Your March 21 column from Beijing, "The Cultural Revolution," argues that the people of China are happy with the authoritarian government in Beijing because the economy is expanding, but they will be unhappy with the central government and demand democracy as soon as the economy goes into a recession. Your previous columns from China indicate there is already a serious degree of democracy at the local level, and that there are increasing signs that it is moving up the political pyramid. You are discovering what I found on a two-week trip to China in September 1983, almost 15 years ago. My letter to clients of Polyconomics, dated October 4, 1983, argued that China was well on the road to capitalism and that it would have to add democratic features in its next stage of development. My report was the first of its kind, totally at odds with the reports of our national press corps. Max Frankel, who was editor of the Times editorial page, saw my report and asked me to write a short op-ed, which he ran in the October 25th issue. I append it here so you will appreciate how far in advance I was, not only relative to the American press but to the Central Intelligence Agency, which still does not know what is going on, despite the fact that we annually spend almost $30 billion on its budget.

If you don’t mind my saying so, you do not have it quite right yourself. A recession will only slow the advance of democracy in China. Anytime a national population is under the stress of economic contraction, there is more, not less, demand for government intervention. That’s how we got New Deal socialism out of the Great Depression. What is happening in China is a continuation of what I found in 1983 and on the several trips I’ve made to China since then. The political establishment in China is building its system from the ground up, the way a man will build a house. Each step of the way takes time, because there are several thousand experiments in democracy underway all across the nation. Those that succeed become role models for those less successful. "Rome was not built in a day," an idea ignored in the NYTimes’ support of Jeffrey Sachs and his "shock therapy" approach to building a capitalist democracy in what had been the USSR.

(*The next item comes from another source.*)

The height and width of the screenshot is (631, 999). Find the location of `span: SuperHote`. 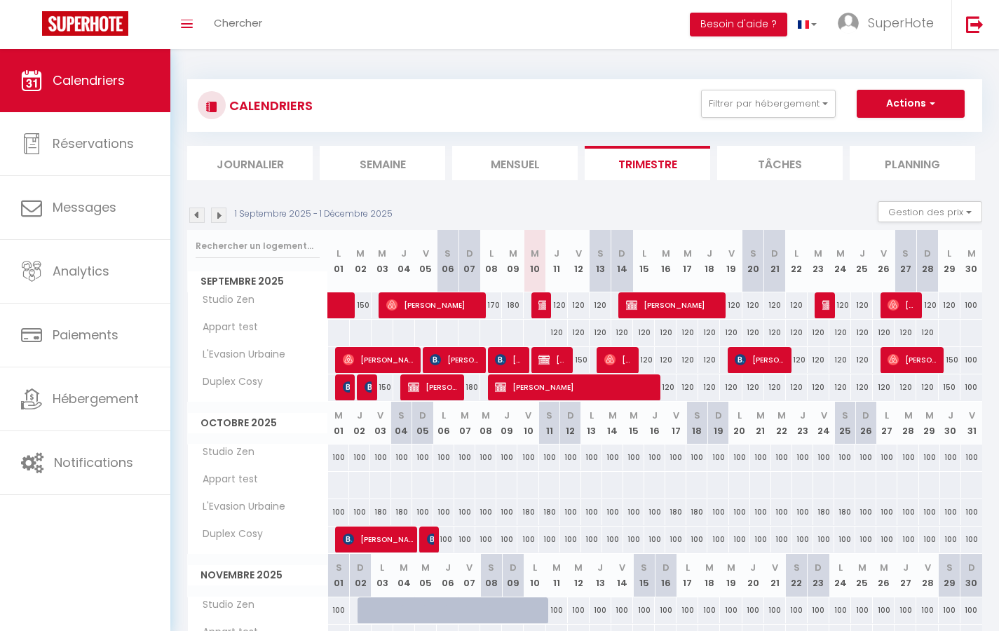

span: SuperHote is located at coordinates (901, 22).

As long as you keep an open mind, Tom, you will be able to see China’s development along the line I suggest. In the 15 years I have been advising the Chinese government, pro bono when asked for my advice, I’ve encouraged it to ignore western advice about national elections, that they knew better how to build a solid structure that would be able to challenge U.S. primacy in 30 or 40 years. They could not believe an American would be telling them this kind of thing, but I explained that I believe in competition, and I’’m afraid that unless we have a serious challenge from China, we will become fat, lazy, corrupt and imperialistic in mentality -- a global bully boy. To challenge our primacy, I suggested they think not of democratic elections, but of constitutional democracy. I told them that if there was one thing I would wish for them and their people, it would be the equivalent of our First Amendment. In your column, you touch on the idea that with television sets, they now have one-way communication from the government to the people, and the next stage will give the people telephones. This is not quite what I meant.

There is now two-way communication between the people and the government, which Americans never quite see. This is the result of 3000 years of Confucian meritocracy, which makes China much more democratic than India. That is, China has a fluid society, like ours. Any Chinese can aspire to become the leader of the nation, because the mechanisms developed over three millennia have this idea as a central paradigm. Even at the height of the Cultural Revolution and Maoist communism, the decision was made to force the elites to work on the pig farms. Zhu Rongzhi, who will be the new boss, was one such elitist, and he remembers it was not a nice experience, but he also will never forget what it is like to slop pigs. On the other hand, India has elections, but also a stratified social system that prevents communication from bottom to top. India has telephones and newspapers, but its power elite has arranged to keep all relevant power in its own hands.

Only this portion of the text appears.